Table of content A-Z

 

sugar beet

 

Botanical name: Beta vulgaris var. altissima

 

The home of the wild sugar beet is the Mediterranean region. The sugar beet as we know it today is a cultivar of the wild-growing sea beet.

The main growing areas in Germany today are Lower Saxony, Saxony-Anhalt, Bavaria and North Rhine-Westphalia. The sugar beet is grown in many subtropical and temperate areas worldwide.


Availability


The harvest begins when the leaves have withered. This is usually from September to December.


Appearance, taste, characteristics


The sugar beet is a biennial plant, the roots of which are harvested in the first year. It consists of four parts: leaf, head, neck and root. The head and leaves are also called tops or haulm and are used as fertilizer and fodder. Only the root itself, the tail-like end of which usually breaks off when it is harvested, serves in the production of sugar.

The shape of the root is typically turnip-like; it is whitish to light yellow. Characteristic of the sugar beet are the tap roots that go deep into the soil.

The yield from sugar beets is less than that from sugar cane, but sugar beets have a much shorter growing period.


Ingredients


The sugar beet consists for the most part of water. In addition, today it contains – following intensive breeding – 20% sugar. The sugar content used to be only about 10%. Sucrose is the most important type of sugar it contains; other types such as fructose are present in small amounts.

Besides sugar, it contains above all nitrogen compounds, among them proteins and amino acids. Pectins are also present.


Form of consumption, use, processing, practical tips for preparation


For the extraction of sugar, the beets are washed thoroughly after being harvested and shaved into thin strips. The sugar is extracted into a water solution by means of a diffusion process. To this end, the strips are exposed to water at a temperature or 70°C. This leaches the sweet components out of the cell walls of the sugar beet, and a thin juice is the result. This thin juice has a sugar content of 14%. With the help of a chemical reaction, calcium hydroxide with carbon dioxide, the thin juice is purified. Non-sugar substances are bound by the calcium and the carbon dioxide. The thin juice is then boiled down to a thick juice or syrup with a raw-sugar content of about 67%. This thick juice is finally boiled until it becomes a cooked mass of sugar crystals and syrup. In a centrifuge the syrup is separated from the crystals through the addition of water and steam. The more often this process is repeated, the whiter and more refined is the sugar.

Numerous waste products result from the production of sugar. The head, leaves, pulp and molasses are used for fodder. Sugar-beet pulp is also used to enrich baked goods with fiber.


**Exercise brief**
Would you please return the lines of the material that contain the word "suffix"?

**Supplied records**
↓↓↓

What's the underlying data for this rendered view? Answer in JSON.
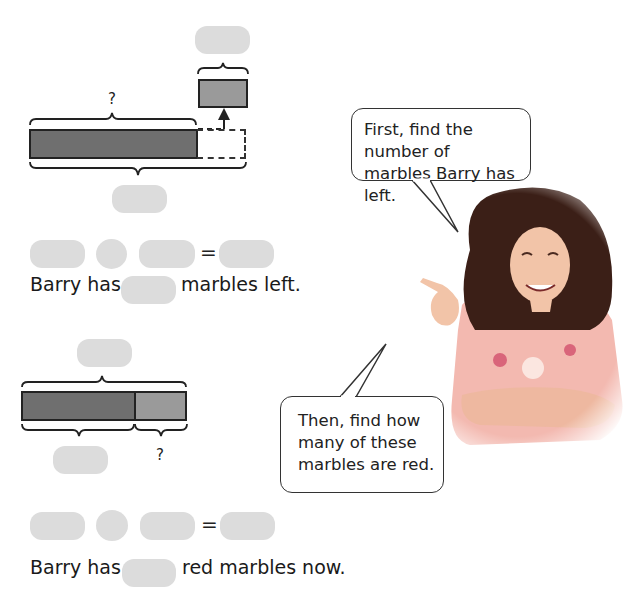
{
  "diagram1": {
    "question_mark": "?",
    "top_answer_box": "",
    "bottom_answer_box": ""
  },
  "equation1": {
    "operand1": "",
    "operator": "",
    "operand2": "",
    "equals": "=",
    "result": ""
  },
  "sentence1": {
    "prefix": "Barry has",
    "answer": "",
    "suffix": "marbles left."
  },
  "diagram2": {
    "top_answer_box": "",
    "bottom_answer_box": "",
    "question_mark": "?"
  },
  "equation2": {
    "operand1": "",
    "operator": "",
    "operand2": "",
    "equals": "=",
    "result": ""
  },
  "sentence2": {
    "prefix": "Barry has",
    "answer": "",
    "suffix": "red marbles now."
  },
  "speech_bubbles": [
    {
      "lines": [
        "First, find the number of",
        "marbles Barry has left."
      ]
    },
    {
      "lines": [
        "Then, find how",
        "many of these",
        "marbles are red."
      ]
    }
  ],
  "colors": {
    "answer_box": "#dcdcdc",
    "bar_dark": "#6f6f6f",
    "bar_light": "#9a9a9a",
    "hair": "#3b1f17",
    "shirt": "#f3b9b0",
    "skin": "#f2c4a8"
  }
}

↑↑↑

**Answer to this problem**
    "suffix": "marbles left."
    "suffix": "red marbles now."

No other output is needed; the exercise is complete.